I had just read this quote again:
“What nobody tells people who are beginners — and I really wish someone had told this to me . . . is that all of us who do creative work, we get into it because we have good taste. But there is this gap. For the first couple years you make stuff, and it’s just not that good. It’s trying to be good, it has potential, but it’s not.
But your taste, the thing that got you into the game, is still killer. And your taste is why your work disappoints you. A lot of people never get past this phase. They quit. Most people I know who do interesting, creative work went through years of this. We know our work doesn’t have this special thing that we want it to have. We all go through this. And if you are just starting out or you are still in this phase, you gotta know it’s normal and the most important thing you can do is do a lot of work. Put yourself on a deadline so that every week you will finish one story.
It is only by going through a volume of work that you will close that gap, and your work will be as good as your ambitions. And I took longer to figure out how to do this than anyone I’ve ever met. It’s gonna take awhile. It’s normal to take awhile. You’ve just gotta fight your way through.” -Ira Glass
So I took my camera out, which I have been kind of ignoring lately. Two tomatoes from our garden were sitting in the pantry window. I thought I would recreate a photo my parents had in our house while growing up, a photo my dad took of several tomatoes ripening on a rainy windowsill. Well, if you didn't know it by now, I can hardly leave the room for two minutes without my two little shadows following right behind me. And it seems that for the first time ever, they noticed the stained glass hanging from the window in there (also, by my dad). So between Ira Glass and Jonathan Harris's project I posted about earlier, I got snapping again.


▸ **INSTRUCTIONS FOR THE TASK**
In every line of the records, look for "Percent", then report how many lines have it and nothing else.

▸ **DATA LISTING**
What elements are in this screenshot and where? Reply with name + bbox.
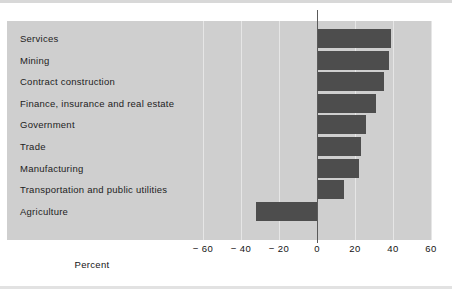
top-divider [0,0,452,3]
x-axis-title-text: Percent [75,259,110,270]
bar [317,115,366,134]
x-tick-label--60: − 60 [183,243,223,254]
gridline-40 [393,21,394,240]
x-tick-label-60: 60 [411,243,451,254]
category-label: Manufacturing [20,163,83,175]
x-axis: Percent − 60− 40− 200204060 [0,240,452,289]
x-tick-label-40: 40 [373,243,413,254]
x-tick-label-20: 20 [335,243,375,254]
bar [256,202,317,221]
bar [317,180,344,199]
category-label: Finance, insurance and real estate [20,98,174,110]
bar [317,51,389,70]
x-tick-label--40: − 40 [221,243,261,254]
gridline-60 [431,21,432,240]
bar [317,159,359,178]
category-label: Contract construction [20,76,115,88]
plot-panel: ServicesMiningContract constructionFinan… [7,21,432,240]
category-label: Mining [20,55,50,67]
bar [317,72,384,91]
category-label: Trade [20,141,46,153]
bar-chart-figure: ServicesMiningContract constructionFinan… [0,0,452,289]
bar [317,94,376,113]
category-label: Services [20,33,58,45]
x-axis-title: Percent [0,259,452,270]
x-tick-label-0: 0 [297,243,337,254]
category-label: Agriculture [20,206,68,218]
gridline--40 [241,21,242,240]
category-label: Government [20,119,75,131]
bar [317,137,361,156]
x-tick-label--20: − 20 [259,243,299,254]
gridline--60 [203,21,204,240]
zero-axis-line [317,10,318,243]
bar [317,29,391,48]
category-label: Transportation and public utilities [20,184,167,196]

▸ **ANSWER FOR THIS EXERCISE**
3